18.  Business Segments

The Company operates in one business segment as a systems integrator that designs, develops, manufactures, sells and services, air data equipment, engine display systems, standby equipment, primary flight guidance, autothrottles and cockpit display systems to

OEMs, the DoD, the Department of Interior, other government agencies, commercial air transport carriers and corporate/general aviation markets.

The individual responsible for key decisions within the Company’s business segment is defined as the Chief Operating Decision Maker (“CODM”). The Company’s CODM is the Chief Executive Officer (“CEO”), Shahram Askarpour. The CODM is the ultimate decision maker as he is responsible for final decisions in allocating resources to achieve the Company’s strategic objectives and assessing the Company’s performance. The CEO uses consolidated net income and related expense categories as included in the consolidated statement of operations to assess the performance of the segment and make key strategic and operational decisions, such as capital expenditures allocations, new business acquisitions, operating budget review and approval. While input is received from other executive management team members, no other individual approves key operating decisions without the approval of the CEO. There is no management committee or executive committee.

Geographic Data

Most of the Company’s sales, operating results and identifiable assets are generated in the United States. All long-lived assets are held in the United States. In fiscal years 2025, 2024 and 2023, net sales outside the United States amounted to $16.4 million, $22.8 million and $15.5 million, respectively.

Historical Timeline

Fiscal YearFiled
2025Dec 23, 2025Showing above
2024Dec 30, 2024
2023Jan 12, 2024
2015Jan 14, 2016

About Segments Disclosures

Segment disclosures break a company into its reportable operating units, revealing revenue, profit, and asset allocation that consolidated financial statements obscure. Under ASC 280, segments must match how the chief operating decision maker views the business, providing a window into internal management structure and resource allocation priorities.

Key signals: compare segment margins to identify which units drive profitability and which destroy value. Watch for changes in the number of reportable segments — segment aggregation or disaggregation often coincides with strategic shifts or attempts to obscure declining performance. Intersegment elimination patterns reveal internal pricing practices. The reconciliation between segment totals and consolidated figures exposes corporate overhead allocation and unallocated items. Geographic revenue concentration highlights regulatory and currency exposure. Compare segment-level capital expenditure against segment revenue to assess where management is investing for future growth versus harvesting existing assets.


__DIRECTIONS__
Lines with the word "Wishful": copy all of them from the entries below.
▼
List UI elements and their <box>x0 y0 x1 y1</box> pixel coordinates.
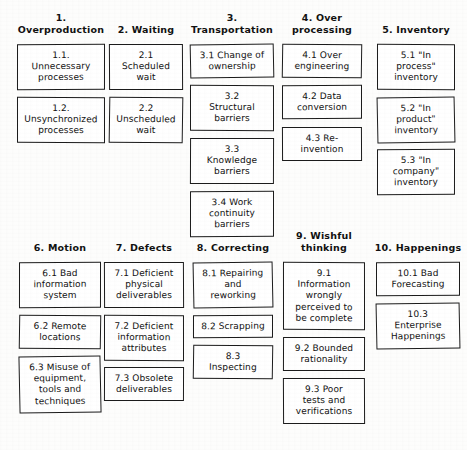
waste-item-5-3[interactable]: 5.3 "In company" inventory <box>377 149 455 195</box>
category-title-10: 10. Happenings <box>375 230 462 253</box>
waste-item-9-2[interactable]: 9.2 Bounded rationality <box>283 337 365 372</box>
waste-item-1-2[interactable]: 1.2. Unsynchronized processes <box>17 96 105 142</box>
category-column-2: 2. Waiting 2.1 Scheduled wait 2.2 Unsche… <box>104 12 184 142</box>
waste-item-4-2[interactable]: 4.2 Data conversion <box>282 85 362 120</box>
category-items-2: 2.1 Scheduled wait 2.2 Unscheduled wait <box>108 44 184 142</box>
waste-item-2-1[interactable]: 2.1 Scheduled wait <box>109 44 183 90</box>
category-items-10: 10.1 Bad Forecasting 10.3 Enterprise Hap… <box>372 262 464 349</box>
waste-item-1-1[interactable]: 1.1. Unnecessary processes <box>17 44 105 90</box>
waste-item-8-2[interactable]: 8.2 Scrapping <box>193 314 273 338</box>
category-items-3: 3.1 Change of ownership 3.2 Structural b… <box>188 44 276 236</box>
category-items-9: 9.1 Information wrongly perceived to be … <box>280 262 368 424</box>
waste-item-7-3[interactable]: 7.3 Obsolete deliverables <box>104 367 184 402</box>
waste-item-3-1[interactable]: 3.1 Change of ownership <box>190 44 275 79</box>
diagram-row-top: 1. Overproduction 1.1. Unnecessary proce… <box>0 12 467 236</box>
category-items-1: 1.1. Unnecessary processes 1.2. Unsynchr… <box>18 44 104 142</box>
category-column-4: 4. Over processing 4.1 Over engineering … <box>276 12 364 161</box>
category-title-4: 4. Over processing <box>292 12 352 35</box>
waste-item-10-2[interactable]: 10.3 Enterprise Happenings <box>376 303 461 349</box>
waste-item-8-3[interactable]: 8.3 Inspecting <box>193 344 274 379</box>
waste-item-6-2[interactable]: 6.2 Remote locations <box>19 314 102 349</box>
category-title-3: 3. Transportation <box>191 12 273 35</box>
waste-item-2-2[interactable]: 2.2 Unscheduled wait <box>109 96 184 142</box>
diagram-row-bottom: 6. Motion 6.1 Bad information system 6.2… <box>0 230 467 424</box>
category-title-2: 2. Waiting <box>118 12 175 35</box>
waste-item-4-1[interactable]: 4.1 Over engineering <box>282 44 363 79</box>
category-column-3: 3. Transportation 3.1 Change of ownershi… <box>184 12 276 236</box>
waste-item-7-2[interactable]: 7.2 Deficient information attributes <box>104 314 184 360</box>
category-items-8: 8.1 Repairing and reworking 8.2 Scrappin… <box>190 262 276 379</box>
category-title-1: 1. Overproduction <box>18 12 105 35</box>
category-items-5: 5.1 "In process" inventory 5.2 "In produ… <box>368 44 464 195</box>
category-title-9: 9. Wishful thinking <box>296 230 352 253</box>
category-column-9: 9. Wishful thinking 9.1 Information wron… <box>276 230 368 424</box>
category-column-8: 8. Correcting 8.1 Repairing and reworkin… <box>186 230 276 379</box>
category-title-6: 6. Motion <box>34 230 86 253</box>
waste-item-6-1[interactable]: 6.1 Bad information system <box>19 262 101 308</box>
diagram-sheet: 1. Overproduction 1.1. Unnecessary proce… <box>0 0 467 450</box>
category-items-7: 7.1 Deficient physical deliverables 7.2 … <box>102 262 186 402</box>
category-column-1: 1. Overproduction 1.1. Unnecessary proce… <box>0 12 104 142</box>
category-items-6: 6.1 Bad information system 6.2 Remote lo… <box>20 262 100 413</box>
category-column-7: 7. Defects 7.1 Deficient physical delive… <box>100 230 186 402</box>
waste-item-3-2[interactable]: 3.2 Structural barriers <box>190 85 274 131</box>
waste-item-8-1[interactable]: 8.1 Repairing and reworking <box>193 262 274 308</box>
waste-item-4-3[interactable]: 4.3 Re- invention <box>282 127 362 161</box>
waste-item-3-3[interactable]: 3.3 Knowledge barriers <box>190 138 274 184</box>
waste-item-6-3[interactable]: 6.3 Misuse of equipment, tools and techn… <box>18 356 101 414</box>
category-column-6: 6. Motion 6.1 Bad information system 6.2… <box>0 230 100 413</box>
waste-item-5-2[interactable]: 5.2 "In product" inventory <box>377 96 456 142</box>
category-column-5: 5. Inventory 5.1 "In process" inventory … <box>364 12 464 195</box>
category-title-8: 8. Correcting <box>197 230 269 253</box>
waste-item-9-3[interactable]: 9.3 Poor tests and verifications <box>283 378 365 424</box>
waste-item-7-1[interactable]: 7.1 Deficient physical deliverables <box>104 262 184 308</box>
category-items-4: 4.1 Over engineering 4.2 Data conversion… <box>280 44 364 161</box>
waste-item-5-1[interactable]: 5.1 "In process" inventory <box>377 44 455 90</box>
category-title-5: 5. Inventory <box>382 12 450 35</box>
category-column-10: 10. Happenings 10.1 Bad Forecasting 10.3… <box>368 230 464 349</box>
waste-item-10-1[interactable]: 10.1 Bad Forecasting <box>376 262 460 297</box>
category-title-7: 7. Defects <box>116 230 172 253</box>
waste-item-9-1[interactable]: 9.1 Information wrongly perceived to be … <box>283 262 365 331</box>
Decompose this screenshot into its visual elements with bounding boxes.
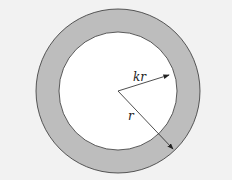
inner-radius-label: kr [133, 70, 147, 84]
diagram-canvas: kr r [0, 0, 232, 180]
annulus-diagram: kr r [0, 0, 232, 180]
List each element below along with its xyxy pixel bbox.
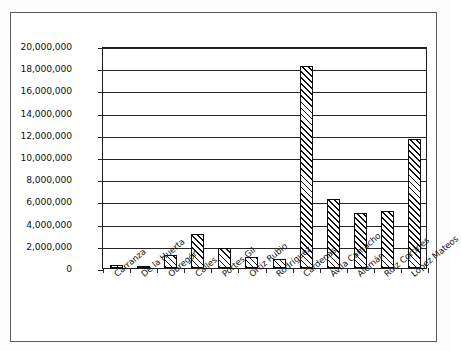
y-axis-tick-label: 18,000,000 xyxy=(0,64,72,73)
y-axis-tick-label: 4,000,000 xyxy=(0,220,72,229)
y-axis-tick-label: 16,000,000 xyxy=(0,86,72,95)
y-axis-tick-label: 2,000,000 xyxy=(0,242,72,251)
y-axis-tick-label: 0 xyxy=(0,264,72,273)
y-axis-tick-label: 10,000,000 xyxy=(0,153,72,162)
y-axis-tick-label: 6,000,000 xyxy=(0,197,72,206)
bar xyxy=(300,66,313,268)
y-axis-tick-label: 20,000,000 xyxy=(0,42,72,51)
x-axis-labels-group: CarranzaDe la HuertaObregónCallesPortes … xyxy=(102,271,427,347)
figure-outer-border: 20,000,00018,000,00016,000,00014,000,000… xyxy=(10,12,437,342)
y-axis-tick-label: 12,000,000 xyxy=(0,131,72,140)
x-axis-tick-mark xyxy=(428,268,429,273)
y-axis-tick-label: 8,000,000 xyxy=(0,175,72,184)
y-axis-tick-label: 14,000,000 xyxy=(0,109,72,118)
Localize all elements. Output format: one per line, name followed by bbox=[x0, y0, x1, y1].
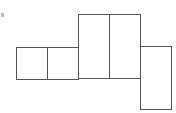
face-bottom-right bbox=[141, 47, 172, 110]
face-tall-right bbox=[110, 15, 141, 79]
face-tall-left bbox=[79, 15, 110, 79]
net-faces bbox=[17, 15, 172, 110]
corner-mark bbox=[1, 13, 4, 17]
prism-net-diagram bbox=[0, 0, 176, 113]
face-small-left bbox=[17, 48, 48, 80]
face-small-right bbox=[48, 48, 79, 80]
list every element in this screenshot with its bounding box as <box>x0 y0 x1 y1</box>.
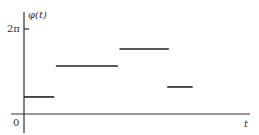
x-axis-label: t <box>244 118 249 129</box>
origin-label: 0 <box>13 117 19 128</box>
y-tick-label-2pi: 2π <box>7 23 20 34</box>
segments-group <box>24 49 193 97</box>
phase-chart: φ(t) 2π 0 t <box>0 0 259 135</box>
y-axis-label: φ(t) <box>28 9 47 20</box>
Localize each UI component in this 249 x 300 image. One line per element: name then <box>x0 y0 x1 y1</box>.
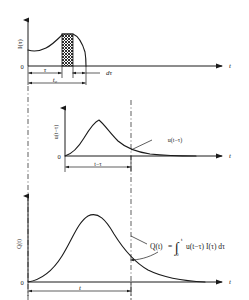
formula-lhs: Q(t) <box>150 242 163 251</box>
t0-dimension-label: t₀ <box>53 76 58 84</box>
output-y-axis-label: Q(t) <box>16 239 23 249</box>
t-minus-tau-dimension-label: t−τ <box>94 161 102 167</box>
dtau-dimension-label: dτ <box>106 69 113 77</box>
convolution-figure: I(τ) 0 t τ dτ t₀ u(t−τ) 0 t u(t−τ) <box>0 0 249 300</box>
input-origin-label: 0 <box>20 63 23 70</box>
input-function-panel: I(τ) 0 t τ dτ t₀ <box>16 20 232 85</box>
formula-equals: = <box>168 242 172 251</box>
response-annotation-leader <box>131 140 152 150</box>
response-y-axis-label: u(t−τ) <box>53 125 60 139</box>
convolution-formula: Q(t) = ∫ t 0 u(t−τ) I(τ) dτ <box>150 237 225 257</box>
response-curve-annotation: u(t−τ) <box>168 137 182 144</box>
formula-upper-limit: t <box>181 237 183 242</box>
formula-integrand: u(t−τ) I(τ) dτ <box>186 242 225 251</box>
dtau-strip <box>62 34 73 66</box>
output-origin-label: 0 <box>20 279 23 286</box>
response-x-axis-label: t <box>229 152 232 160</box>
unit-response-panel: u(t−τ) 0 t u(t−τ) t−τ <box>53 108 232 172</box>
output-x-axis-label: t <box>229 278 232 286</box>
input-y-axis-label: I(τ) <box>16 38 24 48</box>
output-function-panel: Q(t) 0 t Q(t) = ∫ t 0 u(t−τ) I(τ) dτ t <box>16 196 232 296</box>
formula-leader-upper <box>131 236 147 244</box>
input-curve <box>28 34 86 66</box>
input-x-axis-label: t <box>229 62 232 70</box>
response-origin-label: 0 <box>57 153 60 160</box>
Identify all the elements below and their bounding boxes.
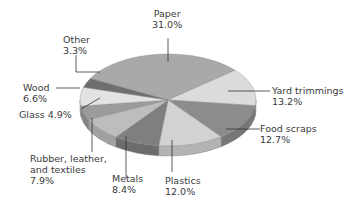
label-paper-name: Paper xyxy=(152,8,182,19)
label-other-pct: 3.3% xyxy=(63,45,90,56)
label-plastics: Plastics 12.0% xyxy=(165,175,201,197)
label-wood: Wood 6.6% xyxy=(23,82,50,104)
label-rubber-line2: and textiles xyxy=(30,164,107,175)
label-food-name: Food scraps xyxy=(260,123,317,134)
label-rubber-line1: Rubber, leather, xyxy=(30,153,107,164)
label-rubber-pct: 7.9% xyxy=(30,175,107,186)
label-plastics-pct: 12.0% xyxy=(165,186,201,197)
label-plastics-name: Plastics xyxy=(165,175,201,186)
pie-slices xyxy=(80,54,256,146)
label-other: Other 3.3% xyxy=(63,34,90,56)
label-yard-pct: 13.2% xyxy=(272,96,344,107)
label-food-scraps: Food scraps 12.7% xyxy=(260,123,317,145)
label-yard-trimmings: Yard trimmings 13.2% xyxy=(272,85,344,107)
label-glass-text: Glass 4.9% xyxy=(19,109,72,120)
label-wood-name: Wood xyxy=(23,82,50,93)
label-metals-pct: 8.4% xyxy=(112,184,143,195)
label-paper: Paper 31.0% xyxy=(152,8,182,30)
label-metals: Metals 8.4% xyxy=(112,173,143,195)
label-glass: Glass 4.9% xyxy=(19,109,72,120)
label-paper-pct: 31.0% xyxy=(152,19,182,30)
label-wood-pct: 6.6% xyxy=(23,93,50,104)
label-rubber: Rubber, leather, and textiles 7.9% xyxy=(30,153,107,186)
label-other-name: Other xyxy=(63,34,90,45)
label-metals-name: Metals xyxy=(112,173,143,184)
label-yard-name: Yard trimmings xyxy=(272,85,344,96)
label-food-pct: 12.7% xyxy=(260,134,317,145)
▲
__RESPONSE TO THIS EXERCISE__
category-title-9: 9. Wishful thinking <box>296 230 352 253</box>
category-column-9: 9. Wishful thinking 9.1 Information wron… <box>276 230 368 424</box>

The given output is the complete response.